Three solutions to turn around aging urban districts

Modern Cities shares a Spring 2017 presentation by Ennis Davis, AICP to the board of City Beautiful Jax, highlighting a few cost effective options for stimulating market rate economic development in historic neighborhoods.

2. Just a little bit about myself for those who may not know me. I’m a certified urban planner, employed with a transportation engineering and planning consulting firm called Ghyabi & Associates with offices in Jacksonville, Ormond Beach and Orlando. I was born in a small Central Florida city called Winter Haven and graduated from Florida A&M University with a degree in Architecture.

In addition, I’m a co-founder of the Moderncities.com and MetroJacksonville.com websites and TransformJax.org group. Being a passionate community advocate, I’m also the Chair of APA Florida’s First Coast Section, a board member of the Northeast Florida Regional Transportation Commission, the Florida Trust for Historic Preservation, Clearly Jacksonville and a Next City Vanguard. So now you know a little bit about me and the perspective of this Spring 2017 presentation. With this in mind, here’s three simple, cost effective concepts that can help transform aging urban districts throughout cities like Jacksonville.

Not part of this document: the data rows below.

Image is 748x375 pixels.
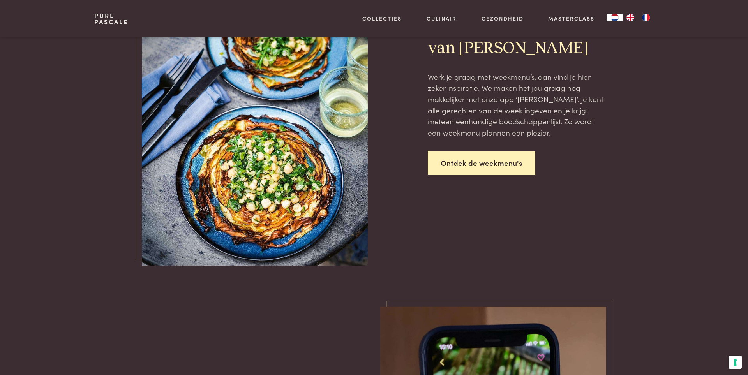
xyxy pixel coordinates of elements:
a: Ontdek de weekmenu's [428,151,535,175]
div: Language [607,14,622,21]
a: FR [638,14,653,21]
a: EN [622,14,638,21]
a: PurePascale [94,12,128,25]
button: Uw voorkeuren voor toestemming voor trackingtechnologieën [728,356,741,369]
p: Werk je graag met weekmenu’s, dan vind je hier zeker inspiratie. We maken het jou graag nog makke... [428,71,606,138]
a: Collecties [362,14,401,23]
h2: Ontdek de weekmenu’s van [PERSON_NAME] [428,18,606,59]
a: Masterclass [548,14,594,23]
a: Culinair [426,14,456,23]
a: Gezondheid [481,14,523,23]
a: NL [607,14,622,21]
aside: Language selected: Nederlands [607,14,653,21]
ul: Language list [622,14,653,21]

3. Did you know that Jacksonville was a 30.2 square mile city in 1950 with 204,517 residents and a population density of 6,772 residents per mile. Did you know that despite the city’s overall population growing to 821,784 in the 2010 census, the original 30.2 square mile had declined to a population of 104,047 and a density of 3,445 residents per square mile. Those numbers suggest we have a Detroit or Youngstown-like problem on our hands, overlooked by rapid outward Sunbelt growth. However, I’d like to frame this situation as an opportunity waiting for Jacksonville to take advantage of it.

4. To better define this opportunity, a 2014 breakdown of 28,141 vacant properties throughout the city, indicates that 36% are located in council districts 7, 8 and 9 (the preconsolidated city) and 48% of these vacant parcels in these three urban core council districts are owned by the City of Jacksonville (COJ). In other words, we have large areas of the inner city that were built to support twice as much density and serve as the walkable districts that millennials and empty nesters flock to today. Better yet, COJ is already in possession of 48% of it. So here are a few revitalization tools and methods successfully implemented around the country that could assist us locally.

5. The first concept I’d like to highlight is Social Collaboration. This is the type of collaboration where you cluster complementing concepts and uses within a compact setting.

6. From the late 1800s until the 1960s, Sugar Hill was the neighborhood where the city’s most prominent African-Americans lived. During the Jim Crow era, this neighborhood was black Jacksonville’s answer to Riverside/Avondale and Springfield.

7. A prestigious upscale streetcar suburb, Sugar Hill was located along Hogans Creek and Springfield Park, just west of Springfield. Primarily developed after the Great Fire of 1901, Sugar Hill was economically anchored by George A. Brewster Hospital, the Duval Medical Center, the Cookman Institute and several industries such as the Standard Oil Company, along the Seaboard Air Line Railway.

8. Unfortunately, the neighborhood was largely destroyed due to the construction of I-95 through its heart, failed urban renewal programs, and the incremental expansion of what is now known as UF Health Jacksonville. However, if you’re willing to travel Sugar Hill’s remaining tree lined side streets, you can find a fair share of impressive residential structures still standing, providing a direct link to the historic African-American community’s past. Furthermore, it’s also place where we should be definitely exploring methods to revitalize and reuse what’s left. Before one suggests that it’s too far gone, I’d like to introduce you to Columbus, OH’s Weinland Park.

9. Like Sugar Hill, Weinland Park developed during the early 20th century as a streetcar suburb centered around industry, catering to African-American’s arriving in the Midwest as a result of the Great Migration. Like Sugar Hill, Weinland Park declined in the later decades of the 20th century and by the early 2000s had become known for its dangerous public housing projects and being the headquarters of the notorious gang, the Short North Posse.

10. Weinland Park’s fortunes began the change in the mid-2000s with an ambitious Social Collaboration effort featuring many organizations and community members working together to implement coordinated revitalization projects. The Weinland Park Collaborative brings together The Ohio State University, City of Columbus, Habitat for Humanity, the Weinland Park Community Civic Association and many other stakeholders to pool funding and resources with which to improve the neighborhood.

11. With a coordinated plan focusing on revitalization, block-by-block, the results over the last decade have been impressive.